Extreme Heat: How We Measure it, and What it Means to You

Summer’s here, and with it comes a familiar but often overlooked threat to every job site, event, and weekend adventure: heat stress.

Traditional air-temperature or heat-index readings only tell part of the story. Humidity, solar radiation, and wind combine to shape how hot it really feels and how our bodies cope. That’s where Wet-Bulb Globe Temperature (WBGT) steps in.


What Is WBGT, and Why It Works

Unlike “feels-like” temperatures, WBGT is a scientifically validated metric used by the U.S. military, professional sports teams, and OSHA to set safe work/rest cycles and hydration guidelines. Where ambient air temperature is measured in the shade, and heat index blends air temp with humidity, WBGT also accounts for:

  • Radiant heat (direct sun exposure and cloud cover)

  • Evaporative cooling (the humidity component)

  • Air temperature (the ambient temp component)

That means two days at 90°F can feel dramatically different depending on dew point, cloud cover, and wind. WBGT captures that nuance so you know what conditions really feel like on the ground.


The SiteRisk Approach to Heat Risk

  1. Data Fusion
    We ingest WBGT forecasts from hundreds of weather models and produce a range of outcomes to gauge uncertainty.

  2. Scenario Simulation
    For each location, we run best-case, worst-case, and “official” forecast scenarios, so you see the full risk range.

  3. Risk Scoring
    Those WBGT values feed into a 0–100 Heat Risk Score, calibrated against how heat impacts human physiology (productivity, safety, and health).

  4. Personalized Alerts
    Lastly, our AI learns your specific risk tolerance, whether you’re scheduling construction crews, event staff, or weekend hikes, and translates that score into a simple, color-coded risk tier. (Basic risk tiers shown below)

Why This Matters

  • Avoid False Alarms: Ambient air temps or heat index can leave you under- or over-estimating real risk.

  • Act on the Right Cues: Get alerted exactly when conditions demand a break, extra hydration, or rescheduling, down to the hour.

  • Plan with Confidence: No more guesswork around cloud cover or wind effects - just clear, actionable guidance.

Basic risk levels associated with WBGT

Key WBGT Thresholds to Know

  • 85–87°F WBGT: Productivity for an acclimatized worker often drops to 50% (source)

  • ≈ 95°F WBGT: Near the theoretical limit of human heat tolerance - where the body cannot shed heat faster than it’s produced, even for healthy individuals (source)

WBGT isn’t just a niche tool for specialists; it’s the gold standard for real-world heat-risk management. At SiteRisk, we wrap this science into an AI-powered, location-specific score so you never have to guess whether conditions are safe.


* [EXERCISE PROMPT]
Your answer must be a single number: the count of lines in the records below that include the string "Copy".

* [MATERIAL FOR THE TASK]
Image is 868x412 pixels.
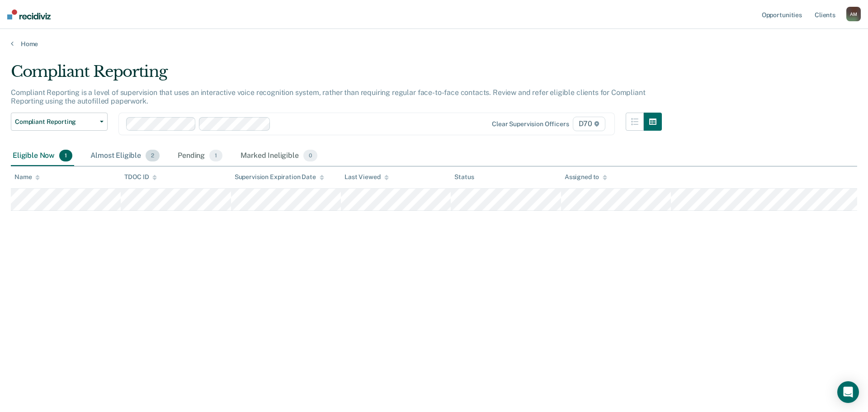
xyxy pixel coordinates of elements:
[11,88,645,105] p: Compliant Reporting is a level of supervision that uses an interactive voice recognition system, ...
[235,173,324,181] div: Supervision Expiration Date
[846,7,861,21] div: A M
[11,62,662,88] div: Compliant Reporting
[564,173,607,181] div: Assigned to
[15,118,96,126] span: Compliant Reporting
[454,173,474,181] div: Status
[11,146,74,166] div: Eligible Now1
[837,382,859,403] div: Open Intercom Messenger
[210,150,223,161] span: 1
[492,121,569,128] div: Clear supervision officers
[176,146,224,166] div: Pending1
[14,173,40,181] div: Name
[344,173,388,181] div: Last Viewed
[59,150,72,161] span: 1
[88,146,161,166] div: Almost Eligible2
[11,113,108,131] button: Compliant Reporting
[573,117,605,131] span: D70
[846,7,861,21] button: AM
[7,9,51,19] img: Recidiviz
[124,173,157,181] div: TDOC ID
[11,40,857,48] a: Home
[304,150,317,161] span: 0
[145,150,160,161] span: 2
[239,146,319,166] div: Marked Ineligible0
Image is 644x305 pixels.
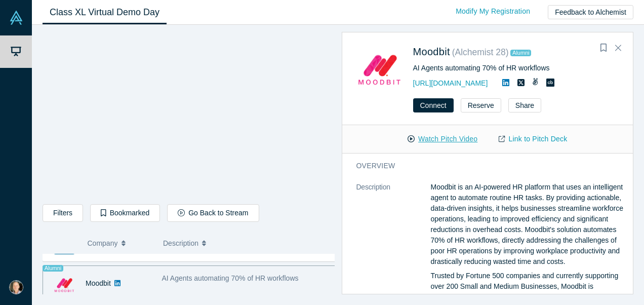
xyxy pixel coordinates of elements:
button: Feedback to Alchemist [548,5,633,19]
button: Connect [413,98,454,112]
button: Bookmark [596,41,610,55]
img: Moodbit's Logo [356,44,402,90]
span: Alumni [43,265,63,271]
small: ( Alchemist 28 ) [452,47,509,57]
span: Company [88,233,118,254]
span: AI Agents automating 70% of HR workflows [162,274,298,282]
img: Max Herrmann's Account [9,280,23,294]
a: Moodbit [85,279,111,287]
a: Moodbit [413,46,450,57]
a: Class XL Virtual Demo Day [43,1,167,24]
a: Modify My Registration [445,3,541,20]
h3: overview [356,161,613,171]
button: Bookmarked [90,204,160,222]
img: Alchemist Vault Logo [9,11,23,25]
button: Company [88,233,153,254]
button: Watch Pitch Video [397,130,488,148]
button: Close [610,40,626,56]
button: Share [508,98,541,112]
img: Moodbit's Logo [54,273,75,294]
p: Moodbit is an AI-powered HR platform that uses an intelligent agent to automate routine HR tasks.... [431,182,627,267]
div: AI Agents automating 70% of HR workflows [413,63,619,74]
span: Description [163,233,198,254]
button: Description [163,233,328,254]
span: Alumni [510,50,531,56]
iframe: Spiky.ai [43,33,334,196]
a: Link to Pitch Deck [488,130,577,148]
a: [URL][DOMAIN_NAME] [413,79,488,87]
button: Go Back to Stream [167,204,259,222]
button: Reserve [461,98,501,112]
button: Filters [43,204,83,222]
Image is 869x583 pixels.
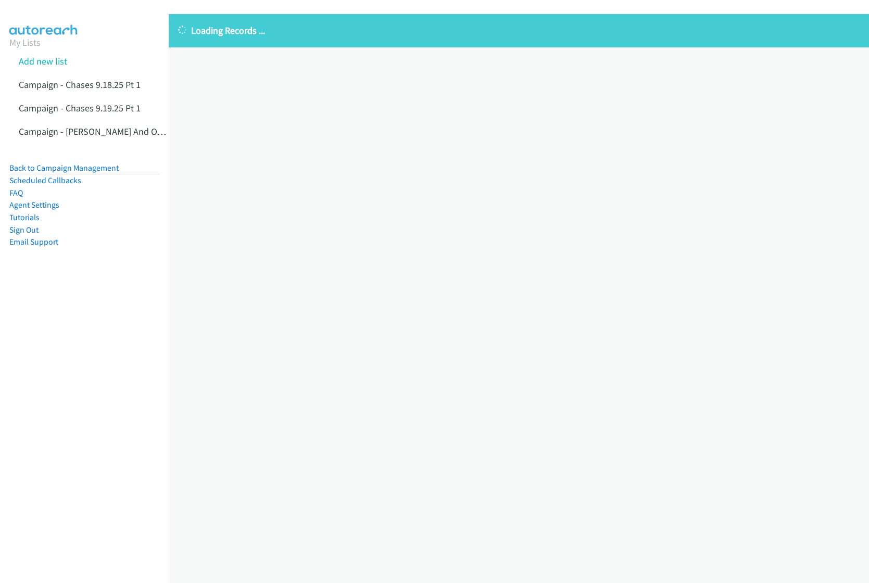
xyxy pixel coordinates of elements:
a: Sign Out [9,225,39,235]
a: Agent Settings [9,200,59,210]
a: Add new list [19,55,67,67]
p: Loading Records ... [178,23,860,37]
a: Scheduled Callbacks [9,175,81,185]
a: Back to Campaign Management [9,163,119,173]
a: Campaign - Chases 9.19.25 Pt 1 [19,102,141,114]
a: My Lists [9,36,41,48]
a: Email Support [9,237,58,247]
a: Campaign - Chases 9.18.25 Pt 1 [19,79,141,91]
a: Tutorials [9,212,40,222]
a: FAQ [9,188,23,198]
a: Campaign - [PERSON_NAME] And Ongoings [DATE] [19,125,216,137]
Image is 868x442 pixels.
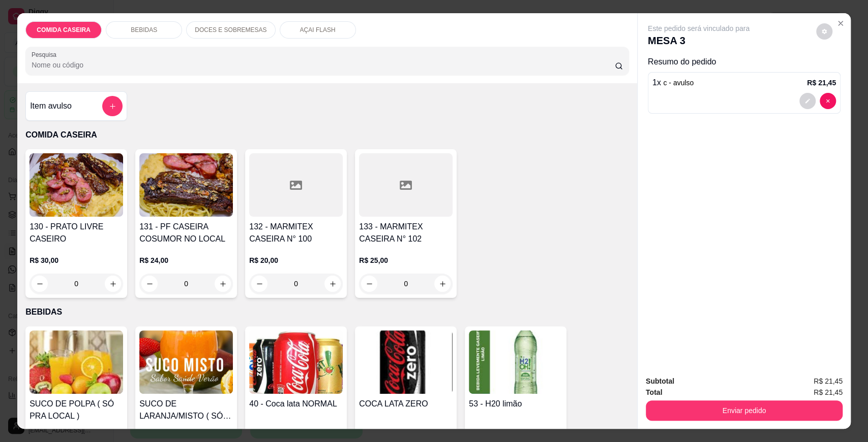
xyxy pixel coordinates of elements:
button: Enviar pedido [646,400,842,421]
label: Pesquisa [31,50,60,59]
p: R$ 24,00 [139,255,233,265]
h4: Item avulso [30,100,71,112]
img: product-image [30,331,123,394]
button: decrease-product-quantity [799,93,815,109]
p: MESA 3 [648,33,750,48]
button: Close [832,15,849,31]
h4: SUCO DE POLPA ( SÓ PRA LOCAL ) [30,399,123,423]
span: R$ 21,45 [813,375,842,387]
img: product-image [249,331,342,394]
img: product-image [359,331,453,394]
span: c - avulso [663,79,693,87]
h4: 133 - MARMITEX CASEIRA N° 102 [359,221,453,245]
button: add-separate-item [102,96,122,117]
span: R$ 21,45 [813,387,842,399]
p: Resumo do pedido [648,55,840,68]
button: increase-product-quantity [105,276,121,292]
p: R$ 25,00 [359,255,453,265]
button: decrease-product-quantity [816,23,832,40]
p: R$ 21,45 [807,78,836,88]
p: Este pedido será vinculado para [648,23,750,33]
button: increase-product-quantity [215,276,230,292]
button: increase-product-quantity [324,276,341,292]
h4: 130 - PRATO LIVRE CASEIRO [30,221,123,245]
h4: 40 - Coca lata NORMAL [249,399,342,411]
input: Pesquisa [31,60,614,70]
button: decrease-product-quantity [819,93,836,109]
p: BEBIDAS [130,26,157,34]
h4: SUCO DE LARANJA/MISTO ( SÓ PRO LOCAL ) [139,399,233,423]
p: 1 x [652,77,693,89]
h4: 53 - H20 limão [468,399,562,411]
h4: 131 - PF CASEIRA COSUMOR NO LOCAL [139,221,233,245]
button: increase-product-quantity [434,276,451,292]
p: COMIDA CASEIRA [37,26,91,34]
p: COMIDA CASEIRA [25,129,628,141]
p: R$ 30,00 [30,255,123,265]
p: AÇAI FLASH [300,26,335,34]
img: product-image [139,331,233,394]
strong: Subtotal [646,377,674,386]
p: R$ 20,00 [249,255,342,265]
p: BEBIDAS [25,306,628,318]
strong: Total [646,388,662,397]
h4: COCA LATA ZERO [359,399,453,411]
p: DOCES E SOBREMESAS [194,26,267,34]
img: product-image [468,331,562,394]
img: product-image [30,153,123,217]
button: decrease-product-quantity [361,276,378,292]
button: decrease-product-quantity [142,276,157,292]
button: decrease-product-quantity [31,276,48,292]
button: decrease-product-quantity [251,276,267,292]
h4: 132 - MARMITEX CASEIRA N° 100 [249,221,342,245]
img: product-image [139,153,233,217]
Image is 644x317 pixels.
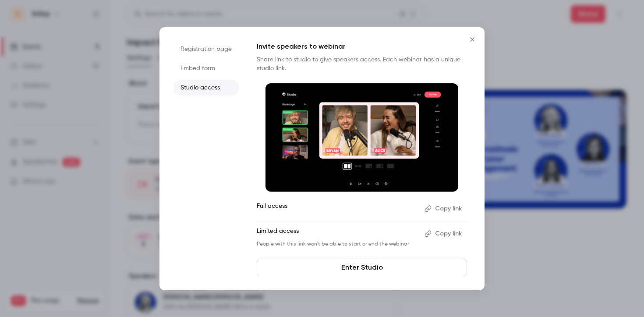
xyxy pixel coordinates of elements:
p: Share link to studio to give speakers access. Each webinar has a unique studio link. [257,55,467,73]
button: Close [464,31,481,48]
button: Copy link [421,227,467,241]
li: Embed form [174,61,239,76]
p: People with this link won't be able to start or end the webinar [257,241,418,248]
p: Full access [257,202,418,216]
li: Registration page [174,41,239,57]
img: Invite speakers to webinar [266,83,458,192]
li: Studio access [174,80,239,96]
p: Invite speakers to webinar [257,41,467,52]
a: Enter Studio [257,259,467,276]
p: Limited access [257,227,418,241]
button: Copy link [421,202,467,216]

* [SOLVED PROBLEM]
2